THE DATA START
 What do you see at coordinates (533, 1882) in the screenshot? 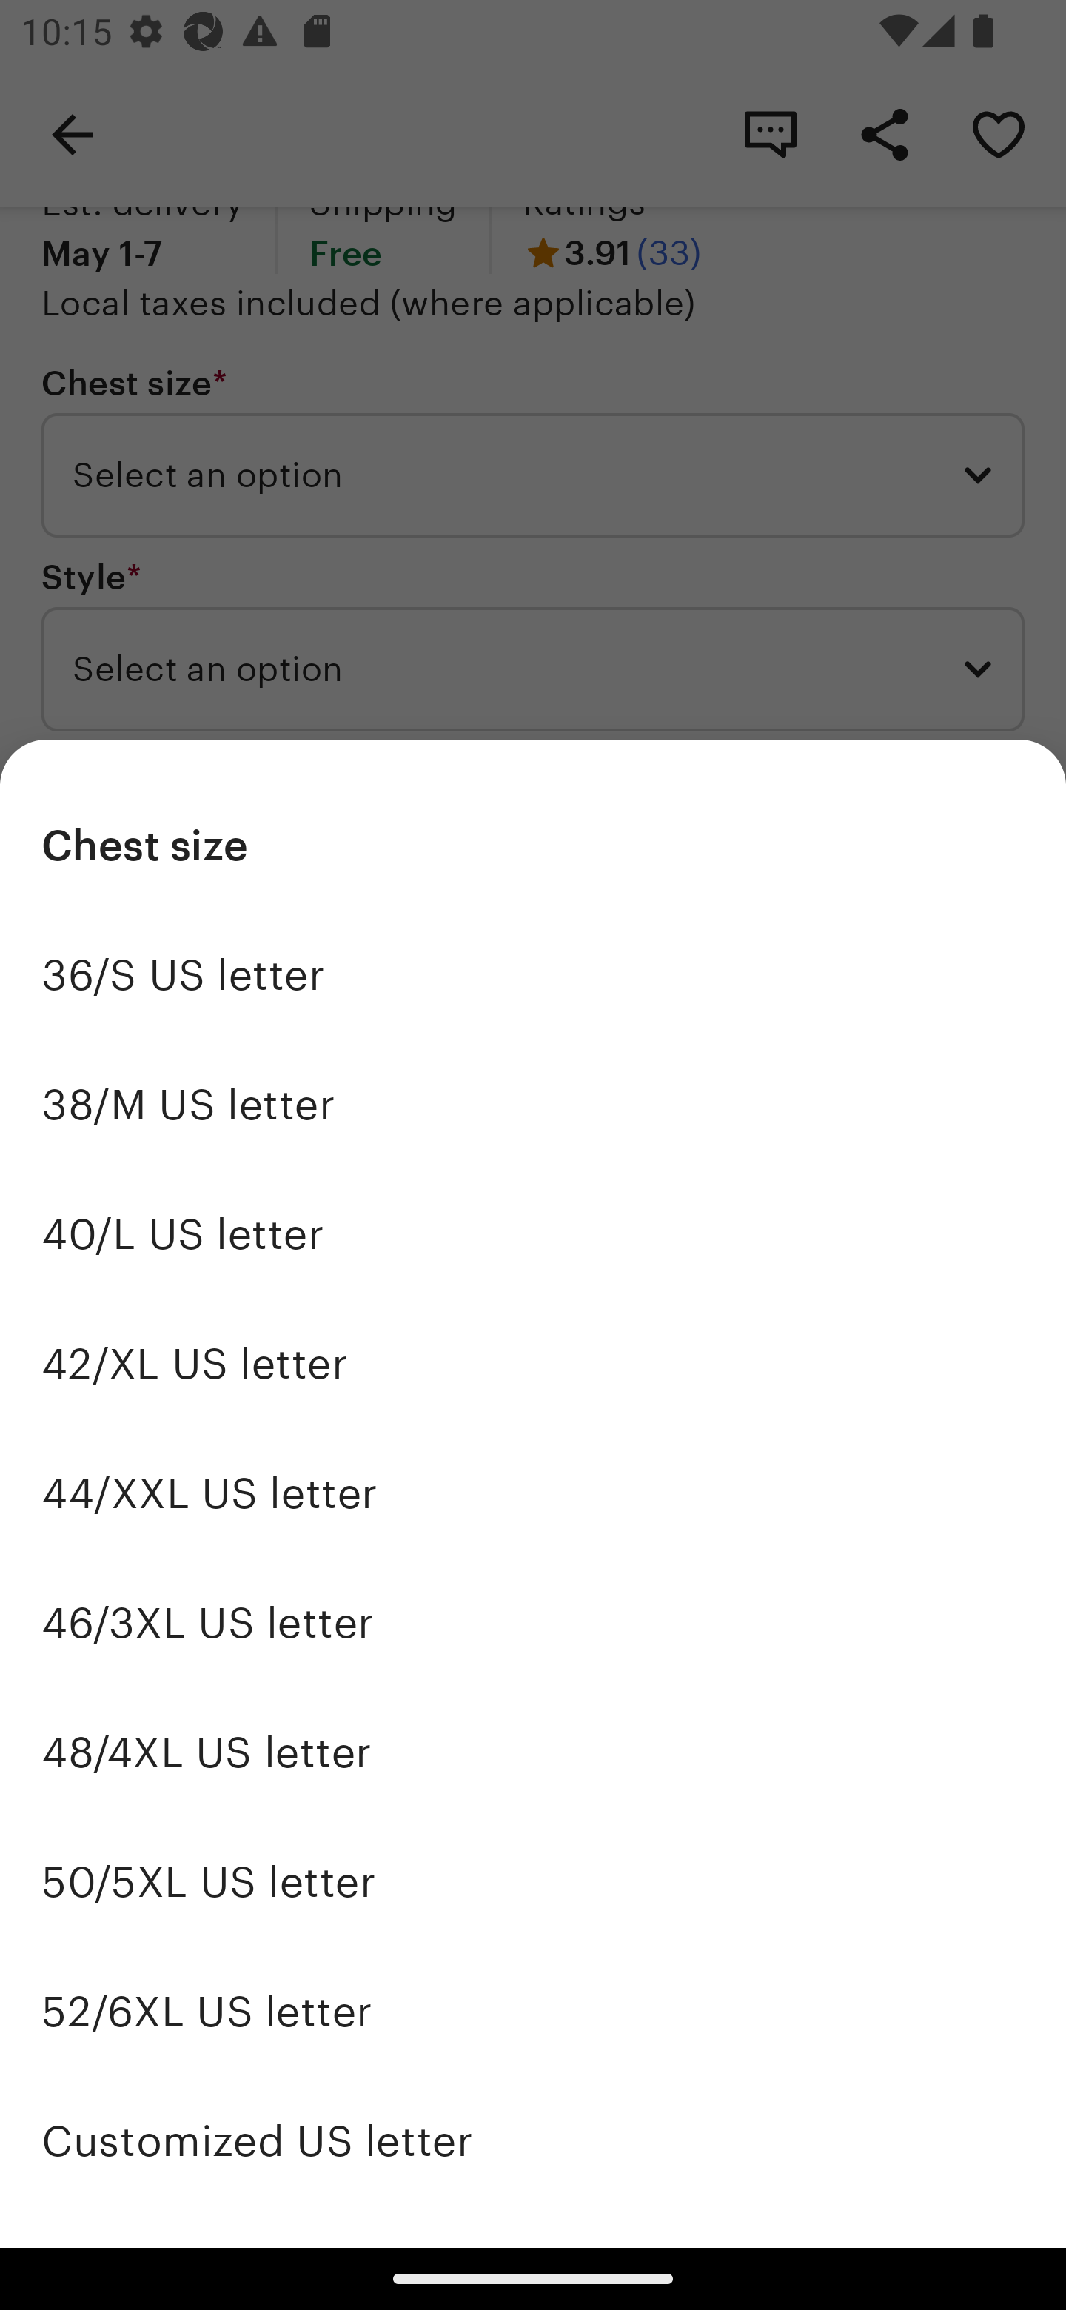
I see `50/5XL US letter` at bounding box center [533, 1882].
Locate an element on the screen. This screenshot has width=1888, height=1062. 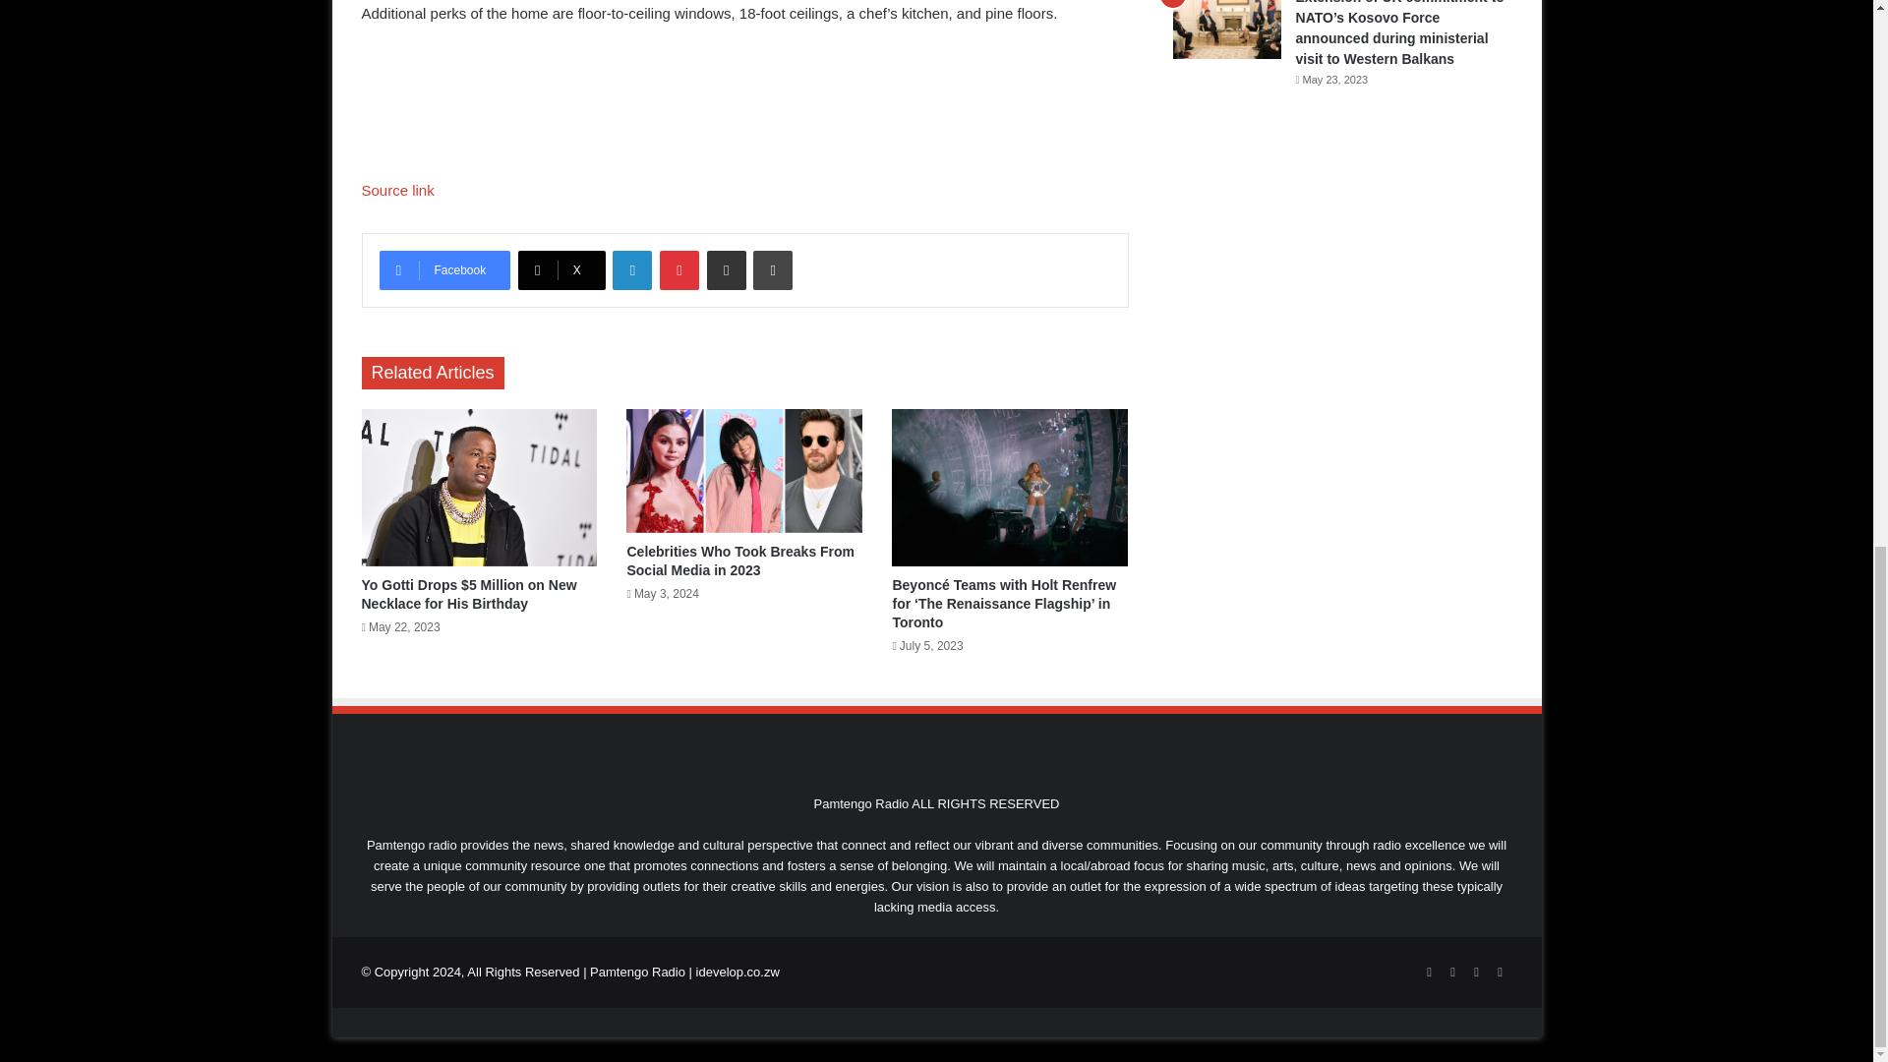
LinkedIn is located at coordinates (631, 269).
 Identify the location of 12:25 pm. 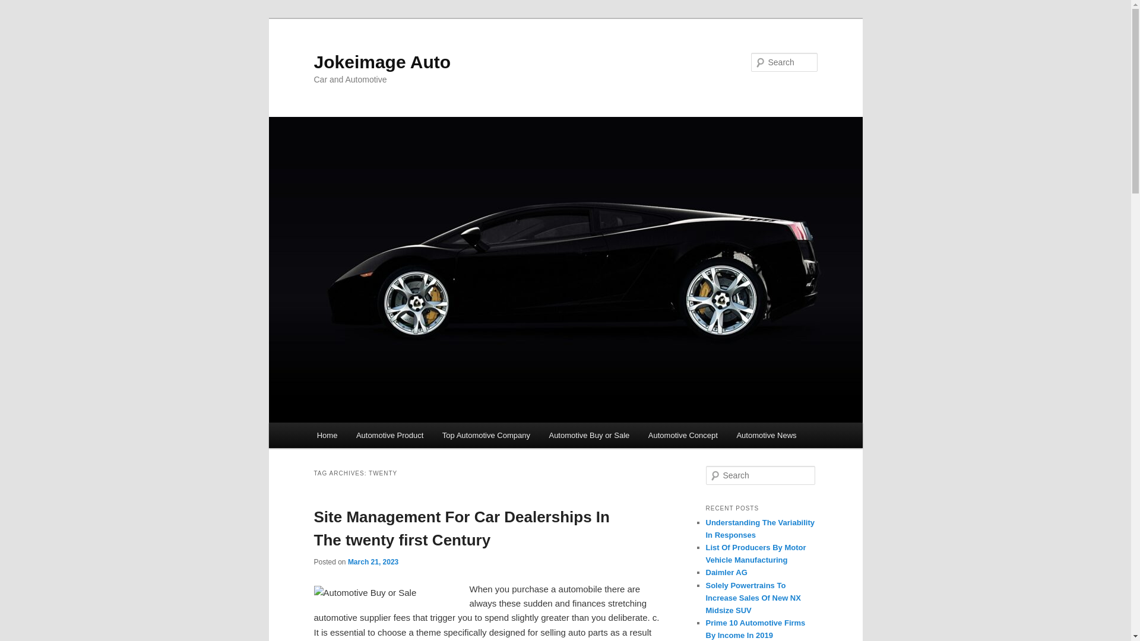
(373, 562).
THE DATA END
The result should be a word-for-word restatement of all the data, without images.

 What do you see at coordinates (533, 1882) in the screenshot? 
I see `50/5XL US letter` at bounding box center [533, 1882].
Locate an element on the screen. This screenshot has width=1888, height=1062. 
LinkedIn is located at coordinates (631, 269).
 Identify the location of 12:25 pm. 
(373, 562).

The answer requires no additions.